Oireachtas Joint and Select Committees

Thursday, 10 October 2019

Joint Oireachtas Committee on Housing, Planning and Local Government

General Scheme of Land Development Agency Bill 2019: Discussion (Resumed)

Mr. Noel Cahill:

The first lesson is that affordability should be an explicit objective for a body such as the Land Development Agency. The international cases show that supply of housing is not in itself a reliable or sustainable means of making housing affordable. Like other countries, Ireland must engineer affordability into the supply of housing. It must be a stated objective for the public institution.

Second, we think that cost rental must be a critical strategic priority for the Land Development Agency. It is a key tool which can bring affordability into our housing system. Public land should be used to create permanent housing affordability. The cost-rental model is characterised by modest supply-side support. It uses land and finance at favourable rates, to underpin affordability. Cost rental makes the affordability permanent by ensuring that rents cover costs and that the equity that accrues as loans are repaid creates a revolving fund, which is used to underpin further affordable housing.

The third lesson is that a body like the Land Development Agency needs effective compulsory purchase powers. A key insight from international experience is that working relationships that exist with private developers require that public bodies have available to them effective compulsory purchase powers. These are rarely used. However, the dynamic of the land market changes where there is a credible possibility of public purchase of urban development land at less than its full development value. Effective compulsory order, CPO, powers ensure that all actors take planning seriously.

The fourth lesson is that an additional way of achieving permanent affordability is that the Land Development Agency, rather than selling land outright, would lease it to others who could develop and own buildings on it. In areas where land costs are high, this approach means that the initial purchase price can be much lower than in a conventional purchase. Leasing can also be used to ensure that where land is provided for affordable rental accommodation that it is kept permanently affordable. The fifth lesson is that to enhance affordability on private land, NESC has also recommended that consideration be given to a requirement in Ireland for affordable housing on private land beyond the current Part V requirement for 10% social housing.

The sixth lesson is that one of the objectives of the LDA is to support the implementation of Project Ireland 2040. The search to buy affordable property often leads to dispersed development, notwithstanding the Project Ireland policy goal of compact development. An alternative to dispersal was set out in a recent NESC report on transport-orientated development, TOD, which seeks to maximise the provision of housing, employment, public services and leisure space in close proximity to frequent, high-quality transport services. The LDA could be a significant contributor to the achievement of this form of development.

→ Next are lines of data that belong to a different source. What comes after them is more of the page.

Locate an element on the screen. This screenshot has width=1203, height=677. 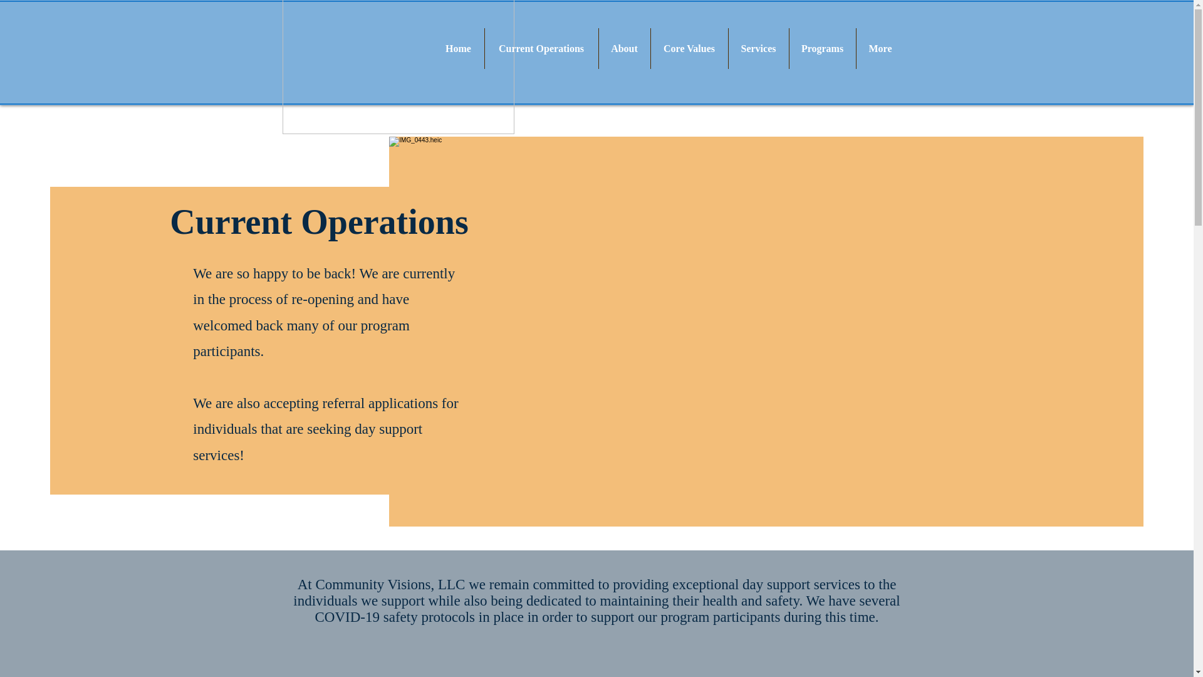
Home is located at coordinates (457, 49).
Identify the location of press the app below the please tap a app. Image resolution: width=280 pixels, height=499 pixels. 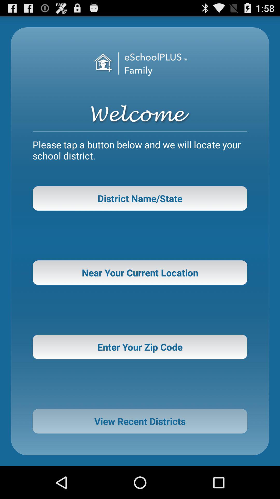
(140, 198).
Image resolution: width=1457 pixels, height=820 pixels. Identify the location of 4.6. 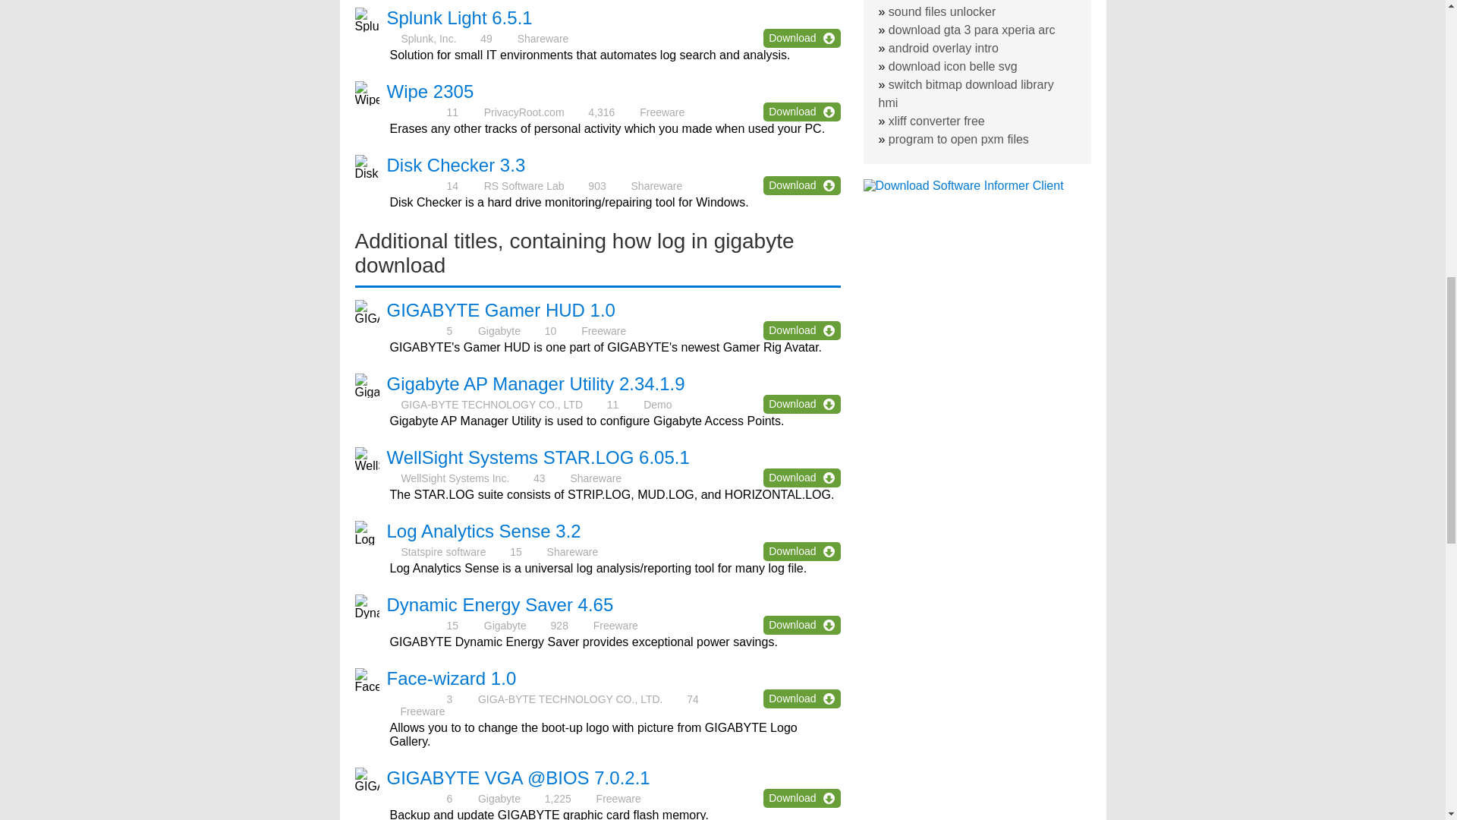
(416, 625).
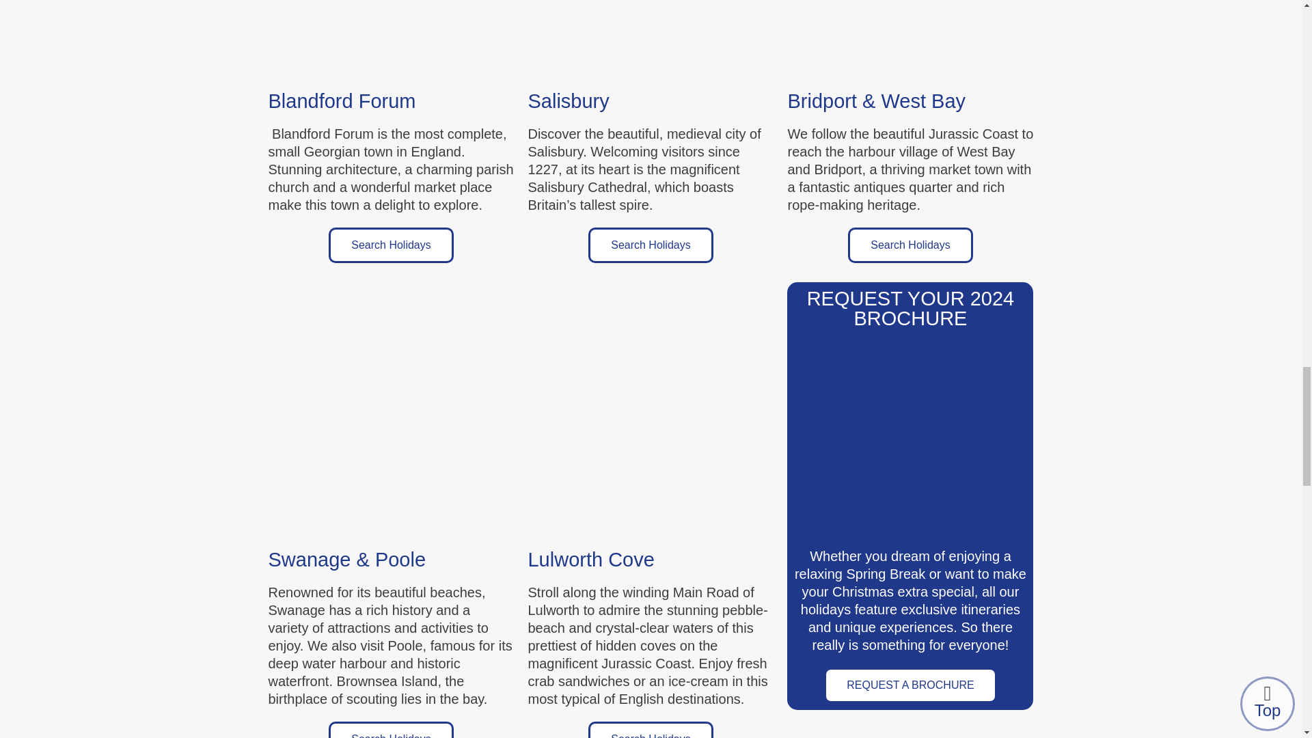 The width and height of the screenshot is (1312, 738). I want to click on Search Holidays, so click(391, 245).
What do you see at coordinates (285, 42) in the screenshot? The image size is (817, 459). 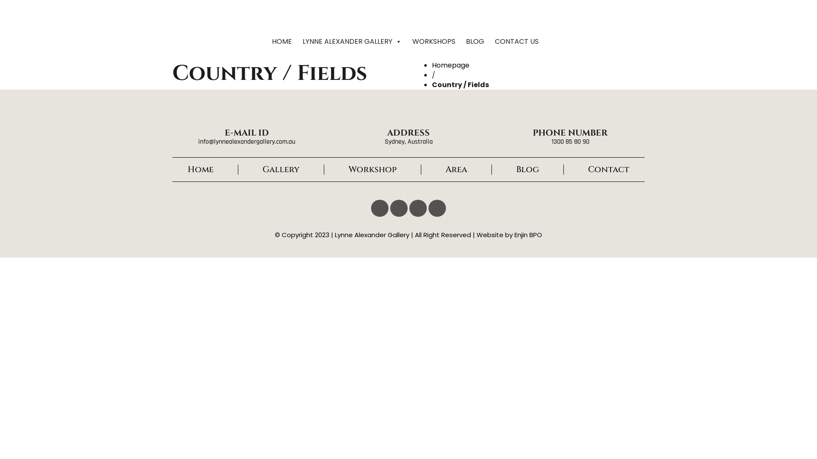 I see `HOME` at bounding box center [285, 42].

We recognise there is a trade-off between the goals of making housing affordable and achieving a commercial return on land assets. However, a balance can be achieved between these objectives. For example, if land is leased on a long-term basis then the initial affordability is improved while value can be recovered over time. In some examples of high quality development we have looked at, such as in Freiburg in Germany, money is borrowed to invest in infrastructure and land development and then repaid through the sale of developed plots, in some cases to self-building co-operatives. This means the revenue from selling land is helping to expand the supply of development land. The land agency in Vienna is another example of how these objectives have been balanced. This agency was established in 1984 to provide land for subsidised housing. The land owned by the city council was transferred to the agency. Since then, it has operated on a self-funding basis in buying, developing and reselling land. It sells land to affordable housing providers at a price that it is sufficient to cover the costs of the agency in supplying the land but is low enough to underpin housing that is affordable. Typically in this case it is cost rental housing.

We view the Land Development Agency as a potentially positive institutional development. It should prioritise the use of land for housing that is permanently affordable, including cost rental accommodation for middle-income households.